On dividends, the interim is 7.2p (vs 13.4p in H1 2024). That sounds like a cut, but it reflects the new policy announced in February 2025 to pay out c.50% of full-year adjusted post-tax profits, with about one-third at the interim stage and two-thirds at year end. The interim represents a £4.2 million cash outlay, payable on 31 October 2025 (ex-dividend 2 October; record date 3 October).
Total market lending was £236.7 billion in H1, up 6%. MAB’s completions of £14.2 billion equate to a 6.0% share of total lending (5.4% prior year), and importantly 8.3% of new lending. With the Bank of England having cut Base Rate three times this year and mortgage pricing trending lower, refinancing volumes are expected to build through H2 2025 and into 2026. July-August applications were up 17% year-over-year – a useful leading indicator.
MAB has been investing heavily in proprietary technology and is now layering in a new data strategy and AI-driven initiatives to boost lead flow and conversion. That should support adviser productivity and margins over time.
On M&A, the Group is complementing its Appointed Representative (AR) network model with strategic stakes and takeovers:
Cash consideration was £3.2 million in H1, with c.£4.6 million expected in H2 2025 and c.£1.5 million in 2026. Management expects these investments to exceed a >20% IRR hurdle – a clear statement of intent on returns.
The FCA’s Mortgage Rule Review and July policy changes look supportive. Highlights include removal of the “advice trigger”, streamlined processes for term reductions and more flexibility on affordability assessments. In practice, this should make it easier for customers to remortgage between lenders and for brokers to retain clients beyond Product Transfers. Combine that with a bulge of fixed-rate maturities in 2025-26 and a more constructive lending environment, and you have a decent backdrop for MAB’s network.
The Board intends to move from AIM to the Main Market (Equity Shares – Commercial Companies) in 2026, with an ambition to meet FTSE 250 criteria over time. Main Market status can broaden the investor base, improve liquidity, and sharpen governance optics. For a business already delivering double-digit growth, that could be a useful catalyst.
This is a strong set of interims. MAB is growing faster than the market, nudging up share, and doing it with excellent cash generation and low leverage. The purchase-led recovery, a swelling pipeline of refinancing, and FCA reforms create a supportive runway. The trade-off is near-term gross margin pressure as the Group funds adviser onboarding and centralised lead generation – a sensible choice if it sustains productivity gains already visible in the numbers.
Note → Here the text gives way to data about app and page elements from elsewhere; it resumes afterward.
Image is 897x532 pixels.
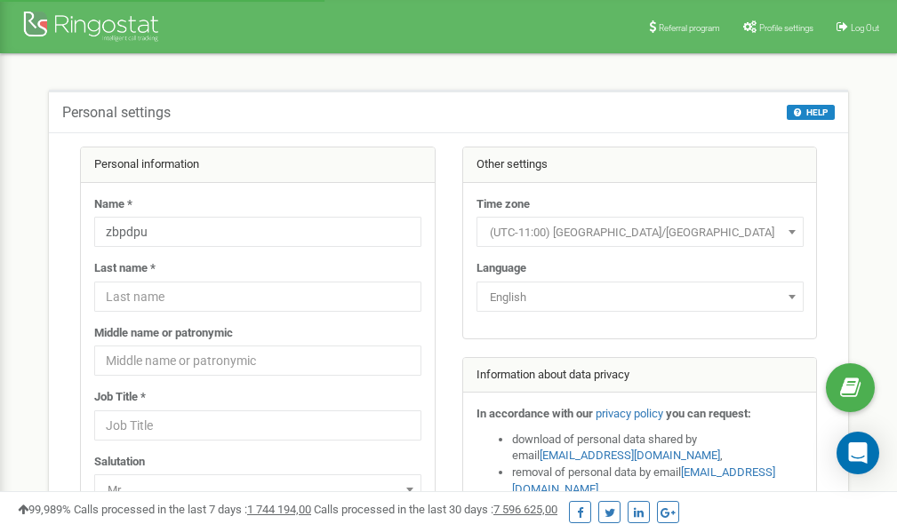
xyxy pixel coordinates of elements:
span: (UTC-11:00) Pacific/Midway [483,220,797,245]
u: 7 596 625,00 [493,503,557,516]
label: Job Title * [94,389,146,406]
div: Information about data privacy [463,358,817,394]
a: [EMAIL_ADDRESS][DOMAIN_NAME] [539,449,720,462]
input: Job Title [94,411,421,441]
input: Last name [94,282,421,312]
span: English [476,282,803,312]
button: HELP [787,105,835,120]
label: Last name * [94,260,156,277]
span: Calls processed in the last 7 days : [74,503,311,516]
input: Middle name or patronymic [94,346,421,376]
strong: you can request: [666,407,751,420]
label: Language [476,260,526,277]
label: Salutation [94,454,145,471]
div: Open Intercom Messenger [836,432,879,475]
span: Calls processed in the last 30 days : [314,503,557,516]
span: Profile settings [759,23,813,33]
strong: In accordance with our [476,407,593,420]
a: privacy policy [595,407,663,420]
label: Time zone [476,196,530,213]
span: (UTC-11:00) Pacific/Midway [476,217,803,247]
span: English [483,285,797,310]
h5: Personal settings [62,105,171,121]
span: Mr. [94,475,421,505]
span: Log Out [851,23,879,33]
li: download of personal data shared by email , [512,432,803,465]
input: Name [94,217,421,247]
label: Name * [94,196,132,213]
u: 1 744 194,00 [247,503,311,516]
div: Personal information [81,148,435,183]
span: Mr. [100,478,415,503]
div: Other settings [463,148,817,183]
label: Middle name or patronymic [94,325,233,342]
span: Referral program [659,23,720,33]
span: 99,989% [18,503,71,516]
li: removal of personal data by email , [512,465,803,498]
Add in the Main Market ambition for 2026 and disciplined, capability-enhancing M&A, and the strategy hangs together. On balance, positive momentum outweighs the niggles. For investors, the key things to watch into year end are: adviser productivity, refinancing volumes, integration of New Build specialists, and confirmation that the new tech and data engine is driving higher conversion. If those land as planned, MAB looks well placed to deliver on its medium-term targets.